Heirlooms along a highway: City chefs piece together tiny gardens for restaurants

March 19, 2024 | At Garrison, it's not farm-to-table, it's garden-to-table (WTOP's Rachel Nania)

WASHINGTON — On a sunny Friday afternoon, Chef Rob Weland is getting ready for a busy dinner service at his Barracks Row restaurant Garrison. Only, Weland isn’t in his whites, and he isn’t prepping ingredients or briefing the staff.

He isn’t even in the kitchen.

Weland is leaning over a cone-shaped cage that’s supporting young tomato vines, just a few feet from D.C.’s Southeast Freeway.

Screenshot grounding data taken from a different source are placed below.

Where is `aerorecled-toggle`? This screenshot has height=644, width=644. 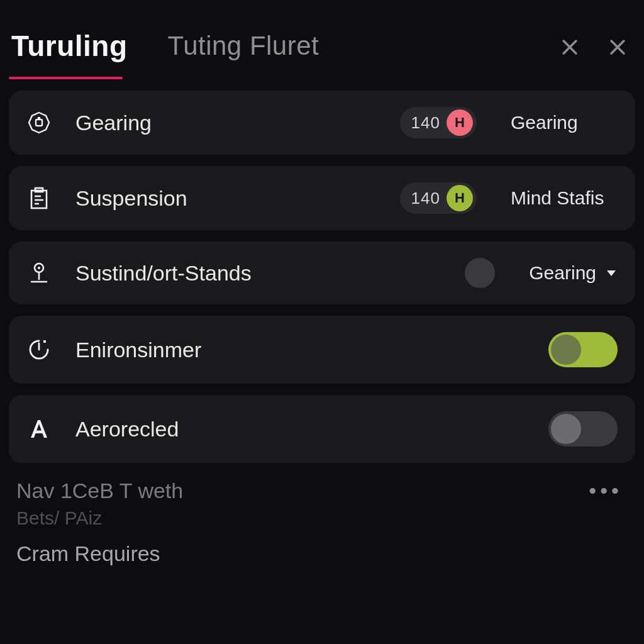 aerorecled-toggle is located at coordinates (583, 429).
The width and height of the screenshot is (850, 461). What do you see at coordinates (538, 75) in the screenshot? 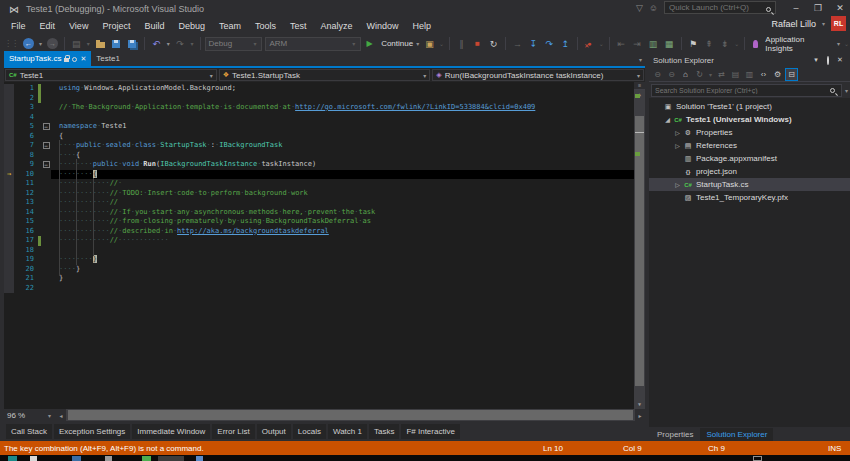
I see `member-dropdown: ◈ Run(IBackgroundTaskInstance taskInstan…` at bounding box center [538, 75].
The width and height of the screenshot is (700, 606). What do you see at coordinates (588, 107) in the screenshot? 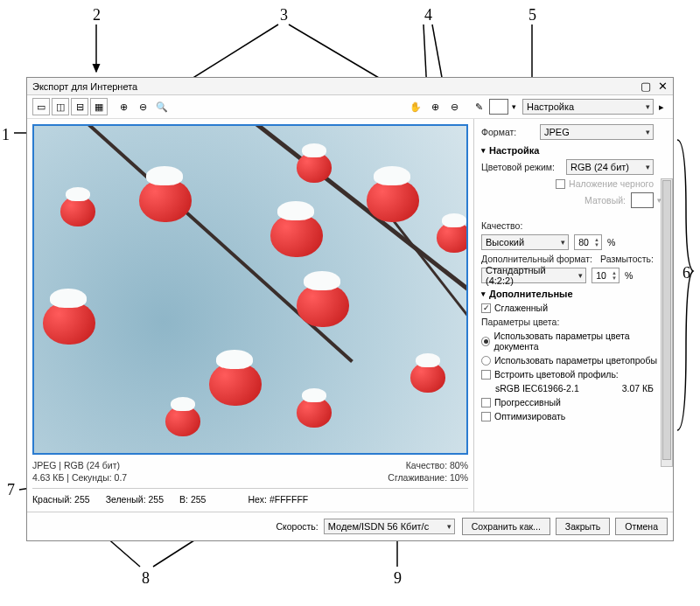
I see `preset-select: Настройка` at bounding box center [588, 107].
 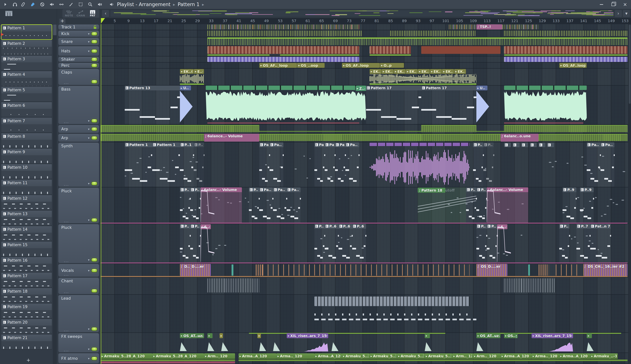 What do you see at coordinates (103, 21) in the screenshot?
I see `playhead-marker` at bounding box center [103, 21].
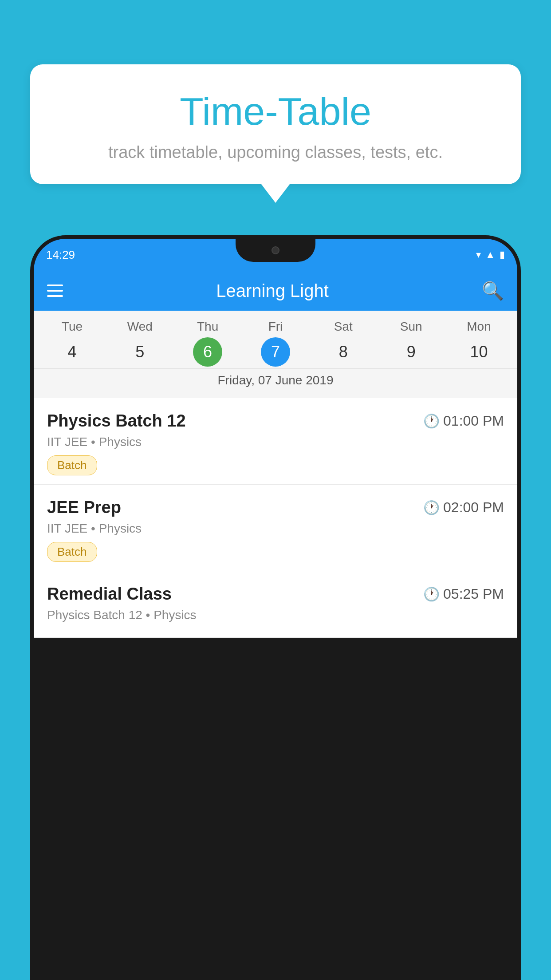  What do you see at coordinates (411, 327) in the screenshot?
I see `day-name-sun: Sun` at bounding box center [411, 327].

“It’s my favorite smell, a tomato leaf,” he said, over the sound of cars whizzing by. “I remember my grandfather had [tomatoes] when I was a kid, and I always remember that fondly.”

Twelve years ago, Weland instituted a practice that chefs all over the city have since adopted. On the patio at Poste, just a block from the Gallery Place/Chinatown Metro station, Weland started a garden with a few pots and some raised beds. He’s credited as the first chef in D.C. to do so.

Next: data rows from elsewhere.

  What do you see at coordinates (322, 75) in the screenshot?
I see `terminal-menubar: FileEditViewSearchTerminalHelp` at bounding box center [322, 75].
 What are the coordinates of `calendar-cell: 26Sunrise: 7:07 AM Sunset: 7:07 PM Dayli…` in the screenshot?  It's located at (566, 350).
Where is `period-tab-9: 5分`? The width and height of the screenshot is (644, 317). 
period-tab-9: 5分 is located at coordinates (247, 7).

But when Weland left Poste in 2011 with plans to open his own restaurant, he left behind the space he needed to grow tomatoes for his famed tomato salads — and the basil to top it.

Like most restaurants and businesses in the Capitol Hill neighborhood, Garrison, which Weland opened last summer, is in a rowhouse-type building. There’s no room on either side for a garden; a sushi restaurant occupies the second floor and roof.

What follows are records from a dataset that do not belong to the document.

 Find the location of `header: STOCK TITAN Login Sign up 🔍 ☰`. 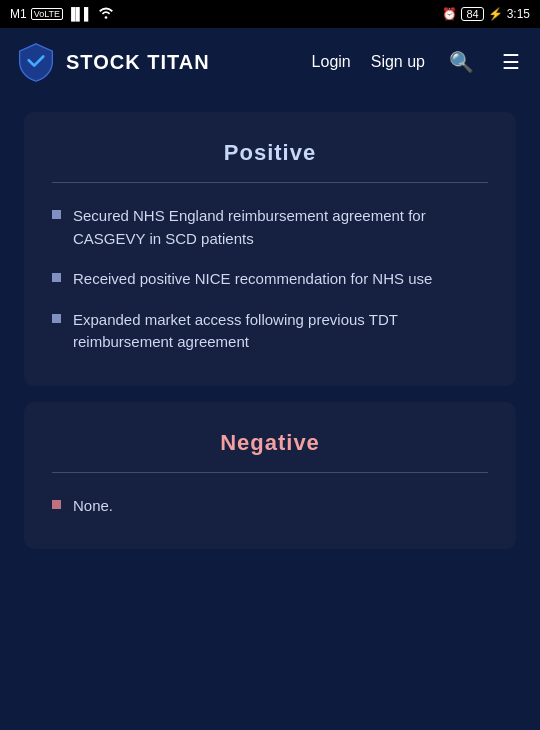

header: STOCK TITAN Login Sign up 🔍 ☰ is located at coordinates (270, 62).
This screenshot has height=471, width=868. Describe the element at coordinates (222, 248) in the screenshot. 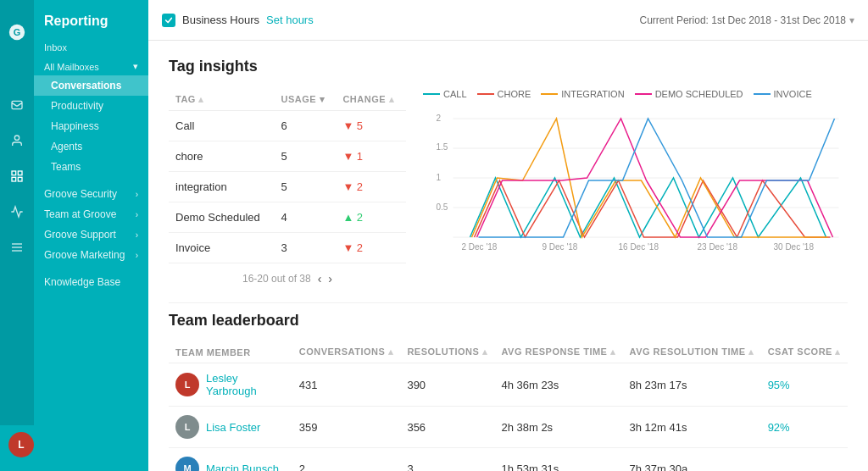

I see `tag-cell: Invoice` at that location.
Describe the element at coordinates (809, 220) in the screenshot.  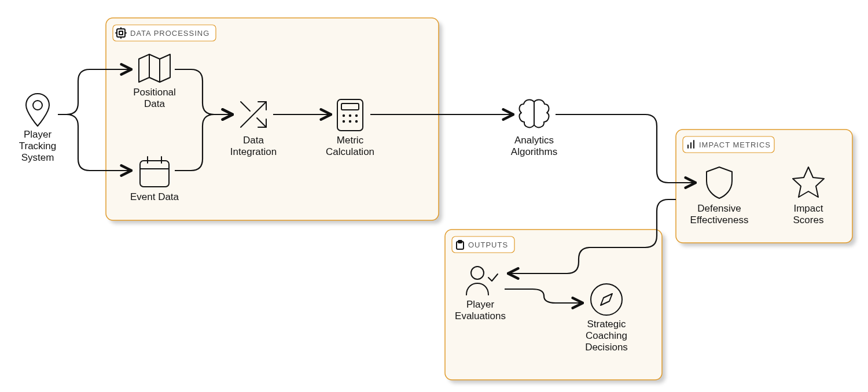
I see `svg-text: Scores` at that location.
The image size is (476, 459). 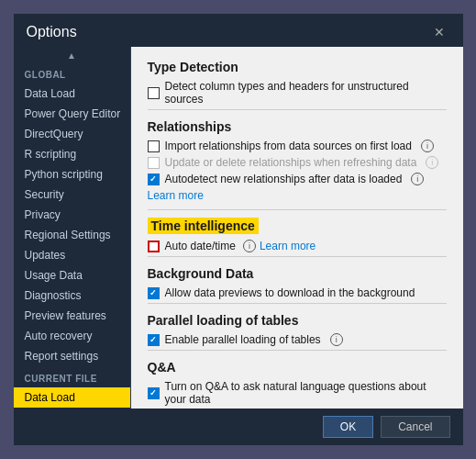 What do you see at coordinates (297, 246) in the screenshot?
I see `time-intelligence-item: Auto date/time i Learn more` at bounding box center [297, 246].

So Weland did the next best thing: He put his name on a waiting list for a local community garden, just a few blocks from the restaurant. When a spot opened up this spring, Weland got to work planting.

With the sound of mufflers, horns and sirens in such proximity (“It doesn’t get any more urban than this,” Weland said), the location may not seem ideal for gardeners seeking serenity. But to Weland, any garden is better than no garden.

“Even though we’re next to a highway, it’s still got a lot of life,” he said. “Next to being in the restaurant on a day-to-day basis, this is my favorite place to be. I love it out here.”

This summer, Weland is devoting most of the space in his modest plot to heirloom tomatoes — he’s planted 18 different varieties. Basil, sweet onion and sugar snap peas occupy the remaining square footage.

To bulk up the restaurant’s produce selection, Weland partnered with Mike Protas of One Acre Farm, and he is even supplementing with a few ingredients from his home garden.

“There’s nothing like that flavor; I was taught that a very long time ago. There’s nothing like picking something and then serving it to a guest. To me, it’s night and day,” he said.

And while homegrown ingredients augment the flavors on Weland’s vegetable-heavy menu, he says having a restaurant garden is about so much more than the food harvested: It’s education.

“I can’t think of a stronger connection than to have the cooks or the externs from culinary school go outside and pick the fruit or the herb that they’re going to be using,” he said.

“I think the important lesson to teach young cooks is something that’s just picked and used right away is a totally different flavor profile — it’s much more aromatic and it certainly lasts a lot longer. It’s just a beautiful thing. And it’s healthier.”

Space requirements aside, there are other challenges when it comes to maintaining a restaurant garden. The biggest one is time — especially for chefs, who work long and brutal hours.

“It needs attention: You have to weed it, you have to water it, you have to give it love,” Weland said. “People tend to forget about it once it’s planted. It’s not a once-a-week thing.”

Weland may have pioneered restaurant gardens in the city, but he is no longer alone in the movement. He says these days most chefs look to incorporate gardened ingredients on their menus on some level — “whether it’s rooftops on hotels or utilizing any square footage that has [sun] exposure.”

Chef John Mooney of Bidwell farms for his restaurant on the rooftop at Union Market. Restaurant Eve’s chef, Cathal Armstrong, makes use of a private lot next to his Alexandria eatery.

At Garrison, Weland’s focus is on the next generation.

“If I inspire a couple of cooks, a couple of externs, that’s all I’m looking to do,” he said.